I. HUMAN SOCIETY AND HUMAN ECOLOGY

HUMAN society everywhere presents itself to the disinterested
observer in many, but particularly in two, divergent aspects. Society
is obviously a collection of individuals living together, like plants
and animals within the limits of a common habitat, and it is, of
course, something more.

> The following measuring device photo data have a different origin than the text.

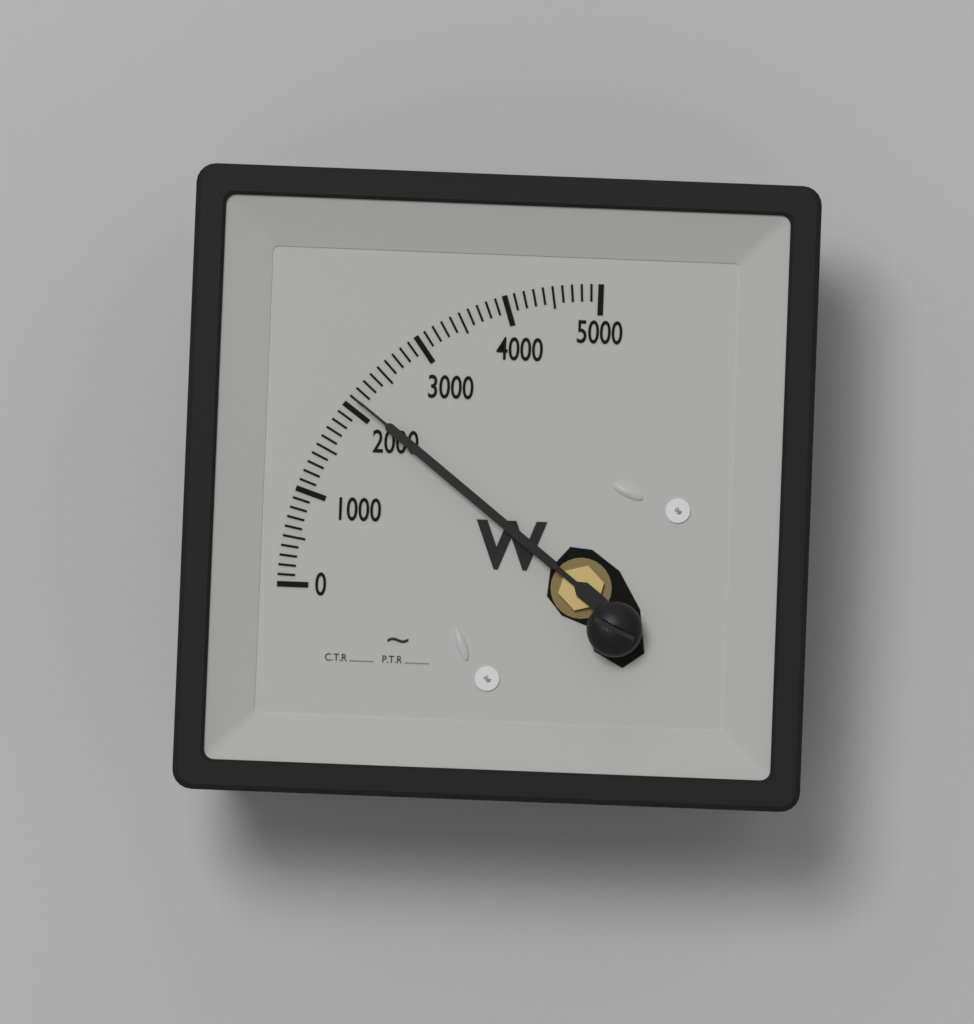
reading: 2100 W
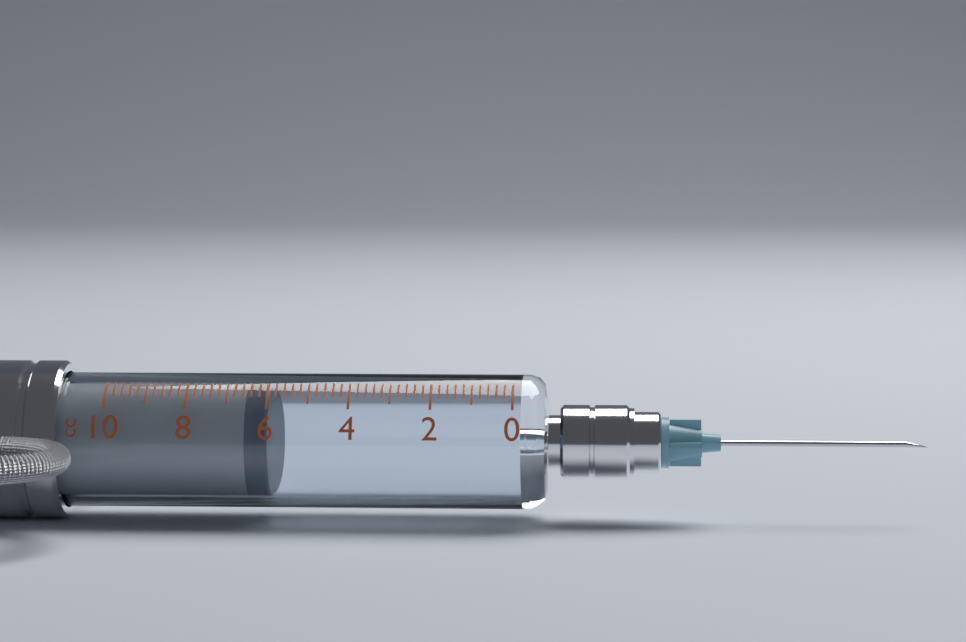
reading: 6.0 cc
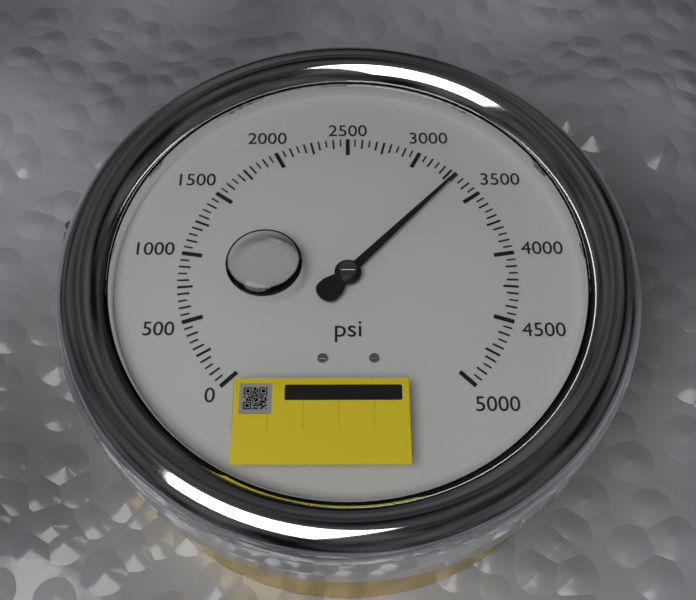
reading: 3300 psi
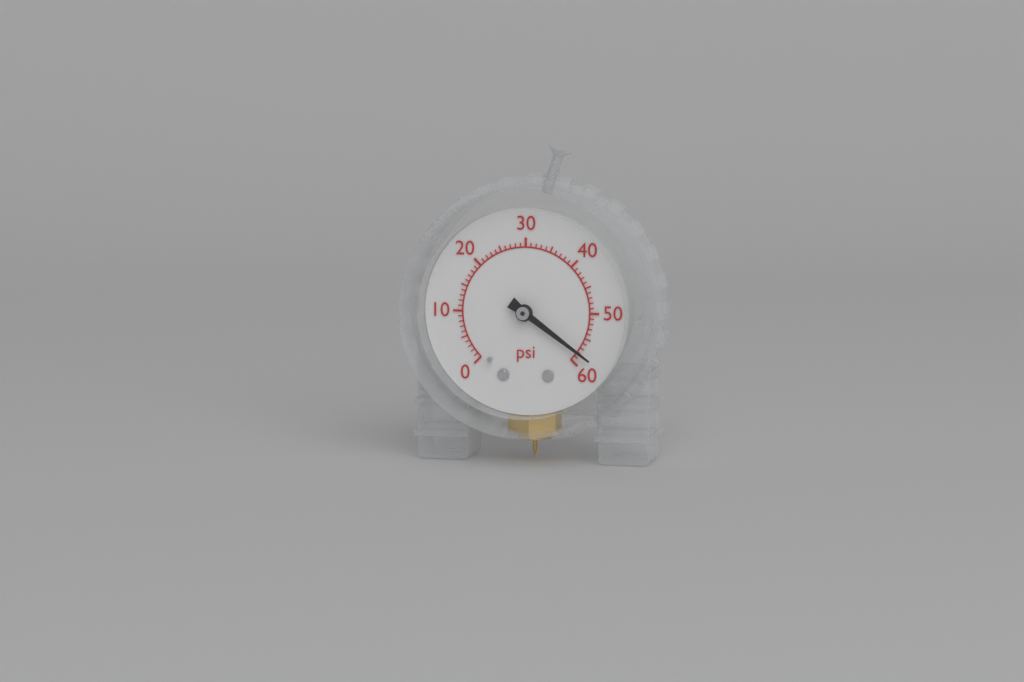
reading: 58 psi
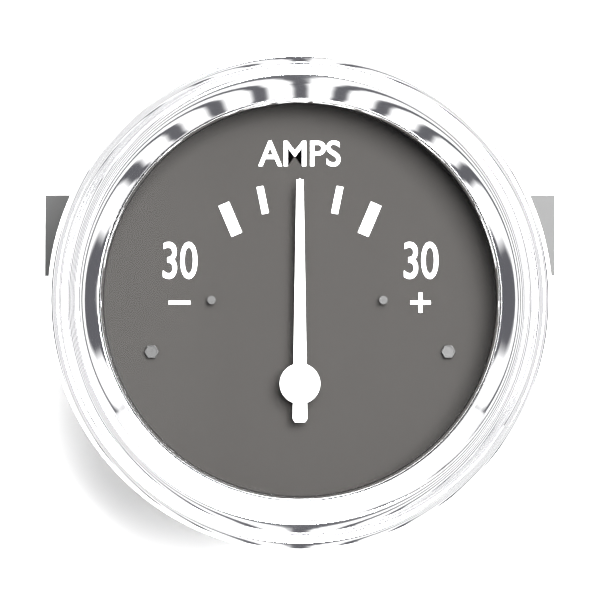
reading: 0 A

It is, though perhaps not always, a collec-
tion of individuals capable of some sort of concerted and consistent
action.

Viewed abstractly, as it appears, perhaps, to the geographer or
to the demographer, who scrutinizes it with reference to numbers,
density, and distribution of the individual units of which it is made
up, any society may seem no more than an agglomeration of discrete
individuals, no one of which is visibly related to, or dependent upon,
any other.

Closer observation of this seemingly unco-ordinated aggregate
is likely to disclose a more or less typical order and pattern in the
territorial distribution of its component units. Furthermore, as num-
bers increase this pattern is likely to exhibit a typical succession of

____________________
Reprinted by permission of the publisher from the American Journal of
Sociology
, XLV, 1939, pp. 1-25.

-240-

Questia, a part of Gale, Cengage Learning. www.questia.com

Publication Information: Book Title: Human Communities: The City and Human Ecology. Contributors: Robert Ezra Park - author. Publisher: Free Press. Place of Publication: New York. Publication Year: 1952. Page Number: 240.